Uganda is planning to upgrade the Nimule-Juba highway to ease trade between the two countries, authorities have confirmed.
The development follows a request by Ugandan traders operating in Juba who say that sections of the 191.5km road is largely unmemorable, taking more time and damaging cars increasing the cost of doing business.
Mr Twaha Othman, spokesperson Uganda -South Sudan Traders association said that the request to government also includes to rehabilitate and maintain a market in Juba operated by Uganda traders.
“The market sits on 17 acres of land leased for 29 years, the lease is ending in 2042 and its development is one of the main challenges we are facing currently,” he said.
The traders say the market sells mostly Ugandan products from cosmetics, foodstuff, clothes, electronics among other items.
Mr Ramathan Ggoobi, Uganda’s Permanent Secretary for the ministry of Finance and Secretary to the treasury said that government is set to start internal talks over the matter and later involve the South Sudanese authorities to ensure the project can be jointly executed.
Uganda is similarly executing three road projects in the Democratic Republic of Congo. Jointly funded by the two countries, the roads will run from some of Uganda’s border towns into DRC: one will run from Kasindi to Beni (80km) and another will integrate the Beni-Butebo axis (54km).
The third will stretch for 89 kilometres from the border town of Bunagana, through Rutshuru to the strategic city of Goma, the capital of the North Kivu Province in DRC.
“When we build this regional infrastructure like we are doing in Congo, we are not building them for only Congo or Sudan, they are roads for Uganda because they are taking Ugandan goods,” Ggoobi said.
It is in this spirit, he added, that Uganda was willing to rehabilitate the Nimule Juba road which runs from the common border in Nimule to the capital Juba.
The proposed project is likely to cause an uproar in the country just like the DRC projects before it when citizens questioned why the government was building road projects in other countries yet part of the country’s own road network remains in shambles.
Mr Ggoobi dismissed this notion.
“These are partly our roads. Sometime they make more economic sense than those in other areas in the country where we are not getting a return on investment,” he said.
The South Sudan embassy in Uganda declined to comment on the issue but a source there said they would welcome the idea although Kampala is yet to officially reach-out to them.

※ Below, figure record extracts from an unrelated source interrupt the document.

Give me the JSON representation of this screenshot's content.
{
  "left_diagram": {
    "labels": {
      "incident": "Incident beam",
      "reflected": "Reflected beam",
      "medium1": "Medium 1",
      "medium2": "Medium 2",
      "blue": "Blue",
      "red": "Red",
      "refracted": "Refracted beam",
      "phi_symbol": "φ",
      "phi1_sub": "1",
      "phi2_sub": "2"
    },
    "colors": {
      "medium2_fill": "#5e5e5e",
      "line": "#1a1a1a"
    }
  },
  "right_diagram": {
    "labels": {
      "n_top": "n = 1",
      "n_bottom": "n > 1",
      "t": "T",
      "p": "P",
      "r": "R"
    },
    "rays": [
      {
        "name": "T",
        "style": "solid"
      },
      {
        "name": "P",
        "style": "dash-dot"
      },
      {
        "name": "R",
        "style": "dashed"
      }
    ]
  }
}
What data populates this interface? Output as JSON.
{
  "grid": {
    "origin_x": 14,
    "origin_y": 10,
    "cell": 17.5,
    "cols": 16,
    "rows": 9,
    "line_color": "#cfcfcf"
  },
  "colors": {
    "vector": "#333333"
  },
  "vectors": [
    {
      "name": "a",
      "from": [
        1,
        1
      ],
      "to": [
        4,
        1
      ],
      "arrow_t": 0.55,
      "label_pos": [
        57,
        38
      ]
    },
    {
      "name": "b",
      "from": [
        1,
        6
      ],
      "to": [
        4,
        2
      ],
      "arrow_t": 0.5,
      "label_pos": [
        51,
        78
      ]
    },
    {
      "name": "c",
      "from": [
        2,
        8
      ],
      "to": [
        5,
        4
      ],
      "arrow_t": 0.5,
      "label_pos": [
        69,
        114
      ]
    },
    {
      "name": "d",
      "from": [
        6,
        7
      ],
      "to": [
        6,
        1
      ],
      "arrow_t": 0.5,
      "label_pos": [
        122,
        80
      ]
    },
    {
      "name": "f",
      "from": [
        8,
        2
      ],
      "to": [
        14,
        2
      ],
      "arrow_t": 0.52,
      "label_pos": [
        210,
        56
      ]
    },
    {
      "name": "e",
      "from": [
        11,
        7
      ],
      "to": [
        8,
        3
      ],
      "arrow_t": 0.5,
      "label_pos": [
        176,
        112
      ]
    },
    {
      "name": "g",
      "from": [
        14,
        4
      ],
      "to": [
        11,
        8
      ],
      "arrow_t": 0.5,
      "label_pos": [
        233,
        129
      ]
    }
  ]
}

The Nimule Juba road was in the news earlier this year when Ugandan truckers protested robberies and killings by armed gangs along the way the way.
In response, both Kampala and Juba offered security to traders along the route increasing motorized patrols and roadblocks.
The killings have since then reduced. South Sudan is a major export market for Uganda which had largely been disrupted by the civil war that happened in Juba.
In 2020, Uganda exported $357M to South Sudan. There were not main exports from Uganda to South Sudan in 2020.
During the last 8 years the exports of Uganda to South Sudan have increased at an annualized rate of 46%, from $17.3M in 2012 to $357M in 2020. In 2020, South Sudan exported $86.7M to Uganda.